Martinez isn’t the same hitter that he was when he turned around his career in 2014. He keeps evolving.
“Look at my swing from 2014 to now, and it’s changed so much,” Martinez told me in September. “Just look at it. Just look at the swing. It’s black and white. It’s looks different. Every year it’s kind of changed. Everything changes.”
As hitters like Martinez have started to crush low, sinking fastballs, more and more pitchers have tried to counter uppercut swings with elevated high-spin fastballs. In 2015 and 2016, pitchers could and did exploit Martinez at the top of the zone. Consider Martinez’s slugging-per-pitch numbers against fastball locations from 2014-17 (visualized by FanGraphs):
In 2015 and ’16, he slugged a paltry .347 against four-seam fastballs in the upper upper third and above the zone. Here’s Martinez flailing at a high fastball from Mike Montgomery in 2015:
But that hole in Martinez’s swing is gone this season.
Martinez adjusted and raised his slugging percentage to .500 against fastballs in the upper third and above the zone in 2017 when he became aware of the counterpunch that pitchers were throwing at him with the four-seam spin. Martinez slugged .584 against fastballs in the same location this season.
Here’s Martinez versus an elevated 99 mph fastball from Houston’s Gerrit Cole earlier this year:
“I knew there was an adjustment that needed to be made,” Martinez said. “I can’t tell you my secrets. No one told me. I had to go in there and grind myself and figure it out.”
That’s not the only change Martinez has made.
His pull percentage is also at its lowest level (at 37.7 percent) since he was an Astro in 2013. Out of 360 qualified hitters, Martinez ranked 268th this year despite playing in a home park with some of the most favorable left-field dimensions for a right-handed hitter. Perhaps with this approach, Martinez is also trying to combat defensive shifts.
While 55.1 percent of ground balls were pulled this season, only 51.9 percent of Martinez’s grounders were hit to the pull side, ranking 252nd out of 340 hitters. In each season from 2014 to 2017, Martinez hit at least 60.8 percent of ground balls to the left side. Also of note is that his ground-ball percentage (at 43.5 percent) is the highest since before his metamorphosis, speaking to a change in swing angle. Martinez dropped his average launch angle from 13.4 degrees in 2016 and 15.2 degrees in 2017 to 10.6 degrees this season.

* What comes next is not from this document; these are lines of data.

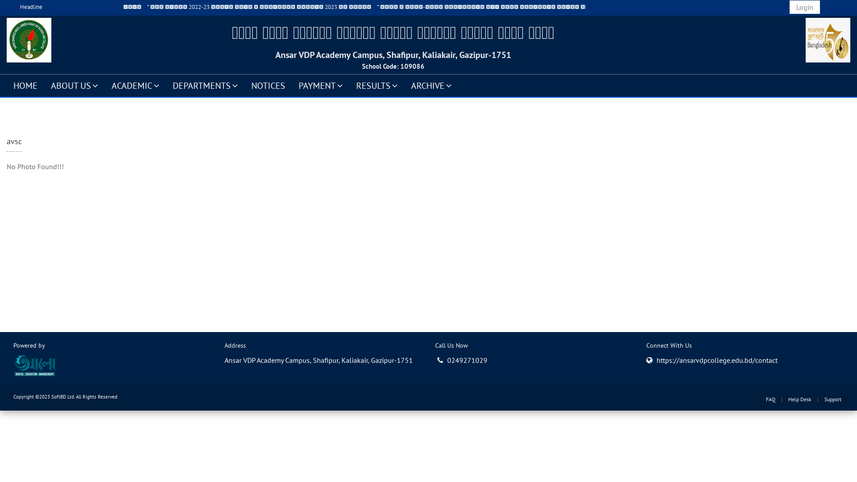  I want to click on https://ansarvdpcollege.edu.bd/contact, so click(717, 360).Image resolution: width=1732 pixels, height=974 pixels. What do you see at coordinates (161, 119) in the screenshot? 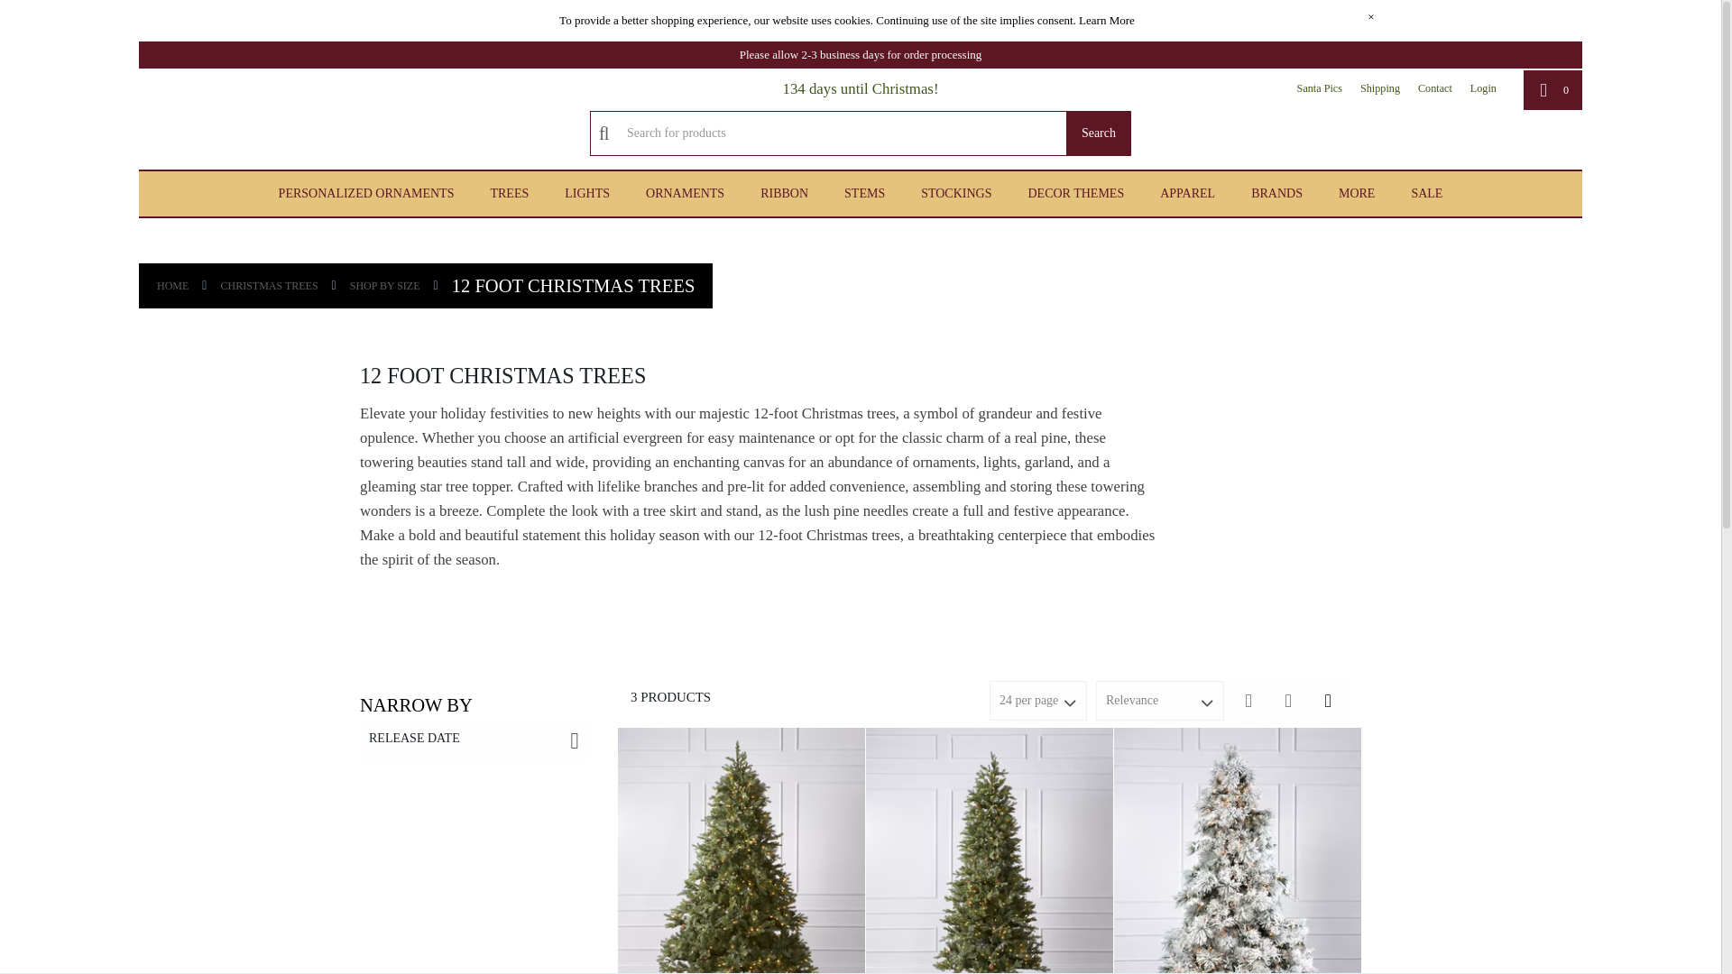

Though Martinez is spreading his batted balls around more on the ground now, he’s always had power to all fields in the air, where he still wants to drive the ball. He had the seventh-highest rate of air balls hit to the opposite field this season at 47.7 percent. Since that 2014 season, when he remade his swing, he has increased his opposite-field fly ball and line drive rate every year. But unlike many hitters, Martinez uses the opposite field for power. Martinez had the fourth highest home run-to-fly ball rate on balls hit to the opposite field this season. He hit .360 on balls to right field and slugged .919.
But when he does pull the ball in the air, he’s even better. He hit .828 and slugged 1.813 on air balls he hit to the left side. At a time when so many complain about hitters not using the whole field, Martinez is doing just that.
Though Martinez has made plenty of changes, he’s still squaring up pitches like few major league hitters. Statcast’s “barrels” per plate appearances metric, which evaluates the quality of a hitter’s contact using exit velocity of ball off bat and launch angle, has him near the top of the leaderboard again this season — as he has been since the measure was introduced in 2015.
Over the past five years, Martinez has been at the vanguard of the sport’s trends. He may just be giving hitters a road map for adapting to an ever-changing game.